With its protest, AFP is telling potential developers that if they seek to do a project downtown and need to make use of available public tools, they should be prepared to pay for a $50,000 special election, plus a public campaign to argue their side.

That message will only further deter downtown development.

If the guest-tax provision is undone by voters, the Ambassador project won’t unravel, developers say. But it could be harder, and take longer, for the independent, upscale hotel concept that’s proved successful in Tulsa, Fort Worth and Oklahoma City to find success here.
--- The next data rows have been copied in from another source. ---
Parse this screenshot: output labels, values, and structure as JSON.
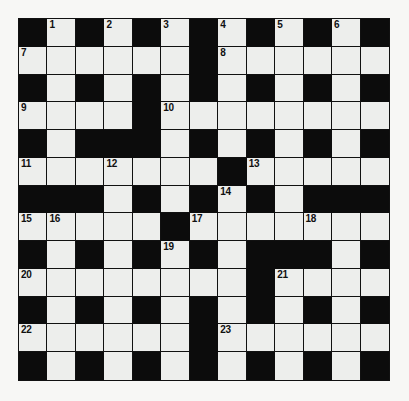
{
  "puzzle": {
    "title": "Crossword Grid",
    "type": "crossword",
    "rows": 13,
    "cols": 13,
    "colors": {
      "page_background": "#f7f7f5",
      "block_cell": "#0c0c0c",
      "open_cell": "#edeeec",
      "grid_line": "#111111",
      "number_text": "#101010"
    },
    "grid": [
      [
        "block",
        "open",
        "block",
        "open",
        "block",
        "open",
        "block",
        "open",
        "block",
        "open",
        "block",
        "open",
        "block"
      ],
      [
        "open",
        "open",
        "open",
        "open",
        "open",
        "open",
        "block",
        "open",
        "open",
        "open",
        "open",
        "open",
        "open"
      ],
      [
        "block",
        "open",
        "block",
        "open",
        "block",
        "open",
        "block",
        "open",
        "block",
        "open",
        "block",
        "open",
        "block"
      ],
      [
        "open",
        "open",
        "open",
        "open",
        "block",
        "open",
        "open",
        "open",
        "open",
        "open",
        "open",
        "open",
        "open"
      ],
      [
        "block",
        "open",
        "block",
        "block",
        "block",
        "open",
        "block",
        "open",
        "block",
        "open",
        "block",
        "open",
        "block"
      ],
      [
        "open",
        "open",
        "open",
        "open",
        "open",
        "open",
        "open",
        "block",
        "open",
        "open",
        "open",
        "open",
        "open"
      ],
      [
        "block",
        "block",
        "block",
        "open",
        "block",
        "open",
        "block",
        "open",
        "block",
        "open",
        "block",
        "block",
        "block"
      ],
      [
        "open",
        "open",
        "open",
        "open",
        "open",
        "block",
        "open",
        "open",
        "open",
        "open",
        "open",
        "open",
        "open"
      ],
      [
        "block",
        "open",
        "block",
        "open",
        "block",
        "open",
        "block",
        "open",
        "block",
        "block",
        "block",
        "open",
        "block"
      ],
      [
        "open",
        "open",
        "open",
        "open",
        "open",
        "open",
        "open",
        "open",
        "block",
        "open",
        "open",
        "open",
        "open"
      ],
      [
        "block",
        "open",
        "block",
        "open",
        "block",
        "open",
        "block",
        "open",
        "block",
        "open",
        "block",
        "open",
        "block"
      ],
      [
        "open",
        "open",
        "open",
        "open",
        "open",
        "open",
        "block",
        "open",
        "open",
        "open",
        "open",
        "open",
        "open"
      ],
      [
        "block",
        "open",
        "block",
        "open",
        "block",
        "open",
        "block",
        "open",
        "block",
        "open",
        "block",
        "open",
        "block"
      ]
    ],
    "numbers": [
      {
        "row": 0,
        "col": 1,
        "label": "1"
      },
      {
        "row": 0,
        "col": 3,
        "label": "2"
      },
      {
        "row": 0,
        "col": 5,
        "label": "3"
      },
      {
        "row": 0,
        "col": 7,
        "label": "4"
      },
      {
        "row": 0,
        "col": 9,
        "label": "5"
      },
      {
        "row": 0,
        "col": 11,
        "label": "6"
      },
      {
        "row": 1,
        "col": 0,
        "label": "7"
      },
      {
        "row": 1,
        "col": 7,
        "label": "8"
      },
      {
        "row": 3,
        "col": 0,
        "label": "9"
      },
      {
        "row": 3,
        "col": 5,
        "label": "10"
      },
      {
        "row": 5,
        "col": 0,
        "label": "11"
      },
      {
        "row": 5,
        "col": 3,
        "label": "12"
      },
      {
        "row": 5,
        "col": 8,
        "label": "13"
      },
      {
        "row": 6,
        "col": 7,
        "label": "14"
      },
      {
        "row": 7,
        "col": 0,
        "label": "15"
      },
      {
        "row": 7,
        "col": 1,
        "label": "16"
      },
      {
        "row": 7,
        "col": 6,
        "label": "17"
      },
      {
        "row": 7,
        "col": 10,
        "label": "18"
      },
      {
        "row": 8,
        "col": 5,
        "label": "19"
      },
      {
        "row": 9,
        "col": 0,
        "label": "20"
      },
      {
        "row": 9,
        "col": 9,
        "label": "21"
      },
      {
        "row": 11,
        "col": 0,
        "label": "22"
      },
      {
        "row": 11,
        "col": 7,
        "label": "23"
      }
    ],
    "entries": []
  }
}
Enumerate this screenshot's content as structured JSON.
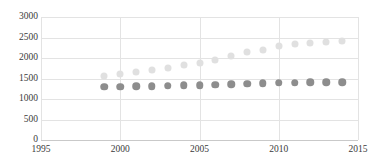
{
  "chart_data": {
    "type": "scatter",
    "title": "",
    "subtitle": "",
    "xlabel": "",
    "ylabel": "",
    "xlim": [
      1995,
      2015
    ],
    "ylim": [
      0,
      3000
    ],
    "xticks": [
      1995,
      2000,
      2005,
      2010,
      2015
    ],
    "yticks": [
      0,
      500,
      1000,
      1500,
      2000,
      2500,
      3000
    ],
    "grid": true,
    "legend": "none",
    "x": [
      1999,
      2000,
      2001,
      2002,
      2003,
      2004,
      2005,
      2006,
      2007,
      2008,
      2009,
      2010,
      2011,
      2012,
      2013,
      2014
    ],
    "series": [
      {
        "name": "series-light",
        "color": "#e0e0e0",
        "values": [
          1570,
          1600,
          1650,
          1700,
          1745,
          1830,
          1880,
          1950,
          2050,
          2135,
          2205,
          2290,
          2330,
          2355,
          2395,
          2410
        ]
      },
      {
        "name": "series-dark",
        "color": "#8d8d8d",
        "values": [
          1300,
          1300,
          1305,
          1315,
          1325,
          1335,
          1335,
          1350,
          1360,
          1375,
          1385,
          1395,
          1400,
          1410,
          1410,
          1410
        ]
      }
    ]
  },
  "axis": {
    "y_tick_labels": [
      "3000",
      "2500",
      "2000",
      "1500",
      "1000",
      "500",
      "0"
    ],
    "x_tick_labels": [
      "1995",
      "2000",
      "2005",
      "2010",
      "2015"
    ]
  },
  "colors": {
    "gridline": "#e3e3e3",
    "axis": "#c9c9c9",
    "tick_text": "#3a3a3a",
    "series_light": "#e0e0e0",
    "series_dark": "#8d8d8d"
  }
}
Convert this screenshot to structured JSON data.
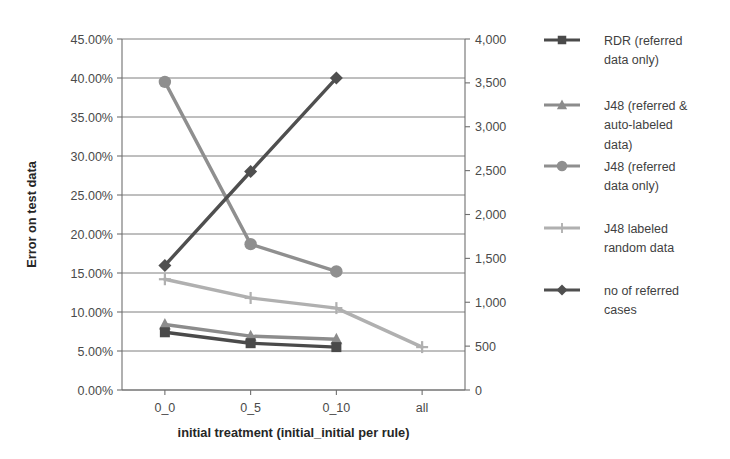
{
  "chart_data": {
    "type": "line",
    "title": "",
    "xlabel": "initial treatment (initial_initial per rule)",
    "ylabel": "Error on test data",
    "y2label": "",
    "categories": [
      "0_0",
      "0_5",
      "0_10",
      "all"
    ],
    "ylim": [
      0,
      45
    ],
    "ytick_labels": [
      "0.00%",
      "5.00%",
      "10.00%",
      "15.00%",
      "20.00%",
      "25.00%",
      "30.00%",
      "35.00%",
      "40.00%",
      "45.00%"
    ],
    "ytick_values": [
      0,
      5,
      10,
      15,
      20,
      25,
      30,
      35,
      40,
      45
    ],
    "y2lim": [
      0,
      4000
    ],
    "y2tick_labels": [
      "0",
      "500",
      "1,000",
      "1,500",
      "2,000",
      "2,500",
      "3,000",
      "3,500",
      "4,000"
    ],
    "y2tick_values": [
      0,
      500,
      1000,
      1500,
      2000,
      2500,
      3000,
      3500,
      4000
    ],
    "grid": true,
    "legend_position": "right",
    "series": [
      {
        "name": "RDR (referred data only)",
        "legend_label_lines": [
          "RDR (referred",
          "data only)"
        ],
        "marker": "square",
        "color": "#4a4a4a",
        "axis": "left",
        "values": [
          7.4,
          6.0,
          5.5,
          null
        ]
      },
      {
        "name": "J48 (referred & auto-labeled data)",
        "legend_label_lines": [
          "J48 (referred &",
          "auto-labeled",
          "data)"
        ],
        "marker": "triangle",
        "color": "#8c8c8c",
        "axis": "left",
        "values": [
          8.4,
          6.9,
          6.5,
          null
        ]
      },
      {
        "name": "J48 (referred data only)",
        "legend_label_lines": [
          "J48 (referred",
          "data only)"
        ],
        "marker": "circle",
        "color": "#8f8f8f",
        "axis": "left",
        "values": [
          39.5,
          18.7,
          15.2,
          null
        ]
      },
      {
        "name": "J48 labeled random data",
        "legend_label_lines": [
          "J48 labeled",
          "random data"
        ],
        "marker": "plus",
        "color": "#b0b0b0",
        "axis": "left",
        "values": [
          14.2,
          11.8,
          10.5,
          5.5
        ]
      },
      {
        "name": "no of referred cases",
        "legend_label_lines": [
          "no of referred",
          "cases"
        ],
        "marker": "diamond",
        "color": "#4f4f4f",
        "axis": "right",
        "values": [
          1420,
          2490,
          3555,
          null
        ]
      }
    ]
  },
  "legend": {
    "items": [
      {
        "label": "RDR (referred data only)"
      },
      {
        "label": "J48 (referred & auto-labeled data)"
      },
      {
        "label": "J48 (referred data only)"
      },
      {
        "label": "J48 labeled random data"
      },
      {
        "label": "no of referred cases"
      }
    ]
  }
}
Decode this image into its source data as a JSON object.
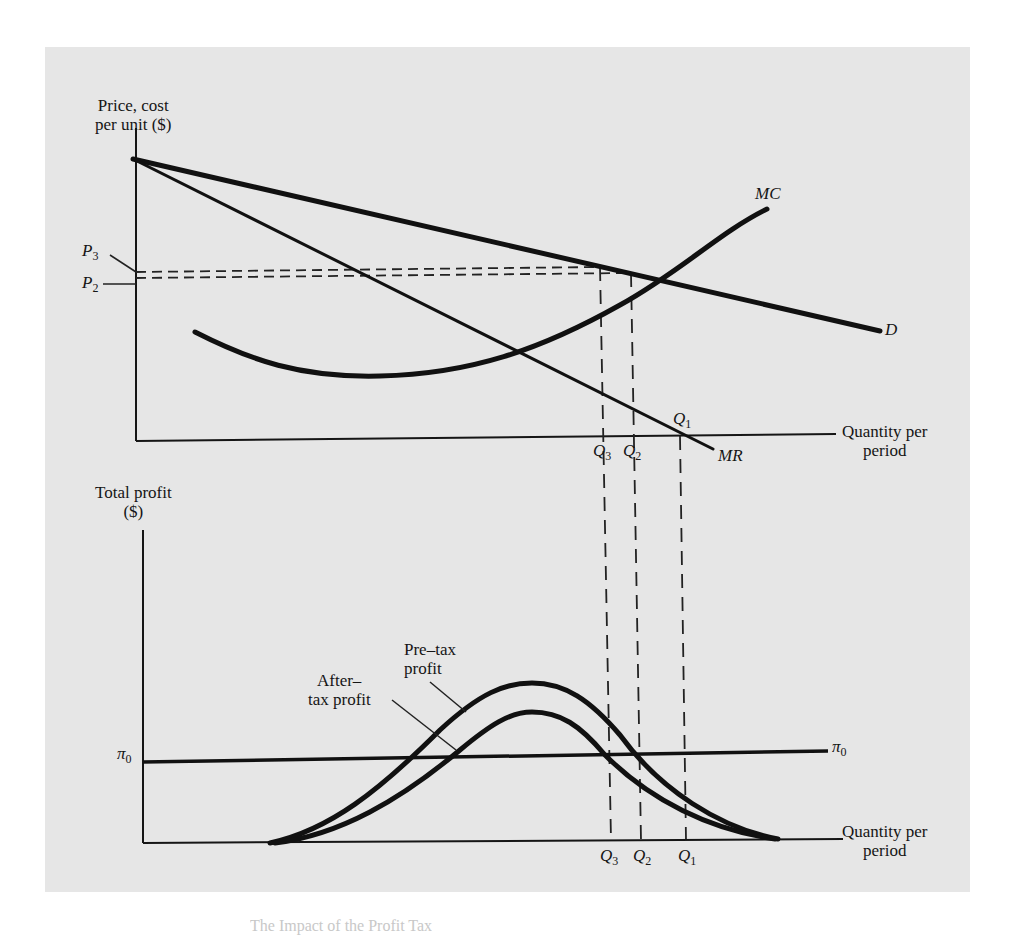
{
  "figure": {
    "top_panel": {
      "y_axis_label": [
        "Price, cost",
        "per unit ($)"
      ],
      "x_axis_label": [
        "Quantity per",
        "period"
      ],
      "curves": {
        "demand": "D",
        "marginal_revenue": "MR",
        "marginal_cost": "MC"
      },
      "price_labels": {
        "p3": {
          "base": "P",
          "sub": "3"
        },
        "p2": {
          "base": "P",
          "sub": "2"
        }
      },
      "quantity_labels": {
        "q3": {
          "base": "Q",
          "sub": "3"
        },
        "q2": {
          "base": "Q",
          "sub": "2"
        },
        "q1": {
          "base": "Q",
          "sub": "1"
        }
      }
    },
    "bottom_panel": {
      "y_axis_label": [
        "Total profit",
        "($)"
      ],
      "x_axis_label": [
        "Quantity per",
        "period"
      ],
      "pre_tax_label": [
        "Pre–tax",
        "profit"
      ],
      "after_tax_label": [
        "After–",
        "tax profit"
      ],
      "pi_label": {
        "base": "π",
        "sub": "0"
      },
      "quantity_labels": {
        "q3": {
          "base": "Q",
          "sub": "3"
        },
        "q2": {
          "base": "Q",
          "sub": "2"
        },
        "q1": {
          "base": "Q",
          "sub": "1"
        }
      }
    },
    "caption_fragment": "The Impact of the Profit Tax"
  },
  "colors": {
    "panel_bg": "#e6e6e6",
    "ink": "#111111",
    "page_bg": "#ffffff"
  }
}
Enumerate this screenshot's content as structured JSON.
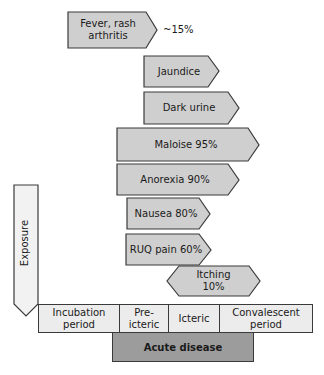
{
  "diagram": {
    "symptoms": [
      {
        "label": "Fever, rash\narthritis",
        "line1": "Fever, rash",
        "line2": "arthritis",
        "annotation": "~15%"
      },
      {
        "label": "Jaundice"
      },
      {
        "label": "Dark urine"
      },
      {
        "label": "Maloise 95%"
      },
      {
        "label": "Anorexia 90%"
      },
      {
        "label": "Nausea 80%"
      },
      {
        "label": "RUQ pain 60%"
      },
      {
        "label": "Itching 10%",
        "line1": "Itching",
        "line2": "10%"
      }
    ],
    "exposure": {
      "label": "Exposure"
    },
    "timeline": [
      {
        "line1": "Incubation",
        "line2": "period"
      },
      {
        "line1": "Pre-icteric"
      },
      {
        "line1": "Icteric"
      },
      {
        "line1": "Convalescent",
        "line2": "period"
      }
    ],
    "acute": {
      "label": "Acute disease"
    },
    "colors": {
      "shape_fill": "#cfcfcf",
      "cell_fill": "#ececec",
      "acute_fill": "#9c9c9c",
      "stroke": "#3a3a3a"
    }
  }
}
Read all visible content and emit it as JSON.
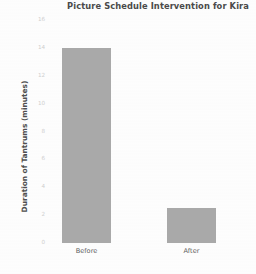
{
  "chart_data": {
    "type": "bar",
    "title": "Picture Schedule Intervention for Kira",
    "xlabel": "",
    "ylabel": "Duration of Tantrums (minutes)",
    "categories": [
      "Before",
      "After"
    ],
    "values": [
      14,
      2.5
    ],
    "series": [
      {
        "name": "Duration of Tantrums (minutes)",
        "values": [
          14,
          2.5
        ]
      }
    ],
    "ylim": [
      0,
      16
    ],
    "yticks": [
      "0",
      "2",
      "4",
      "6",
      "8",
      "10",
      "12",
      "14",
      "16"
    ],
    "ytick_values": [
      0,
      2,
      4,
      6,
      8,
      10,
      12,
      14,
      16
    ],
    "grid": false,
    "legend": false,
    "bar_color": "#a9a9a9",
    "background_color": "#fdfdfd",
    "title_color": "#4a4a4a",
    "axis_label_color": "#4f4f4f",
    "tick_label_color": "#cfcfcf"
  }
}
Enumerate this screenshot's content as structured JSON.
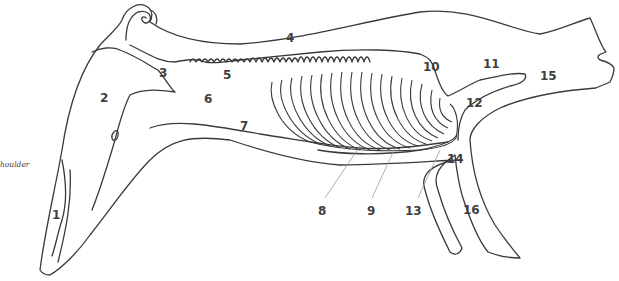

Wichita has a plan for downtown, thanks to Mayor Carl Brewer and an impressive army of believers from the public and private sectors. And it’s working, generating Eagle headlines nearly every week about real-estate transactions and new businesses to go along with the crowds increasingly assembling downtown for concerts and events. In keeping with the downtown plan, the Ambassador project was vetted by a public-private evaluation team.

To oppose the Ambassador project is, in effect, to oppose downtown redevelopment, and to sanction more years and decades of boarded-up storefronts, idle office buildings and vacant lots in the heart of the city.

Besides, Wichita already had a referendum on downtown redevelopment in last spring’s municipal elections: In all but one race, voters opted for City Council candidates who strongly favor downtown redevelopment. There is no need to revote now.

Wichitans should just say “no” to the naysayers, and endorse not only the Ambassador but downtown’s sure and steady rebound.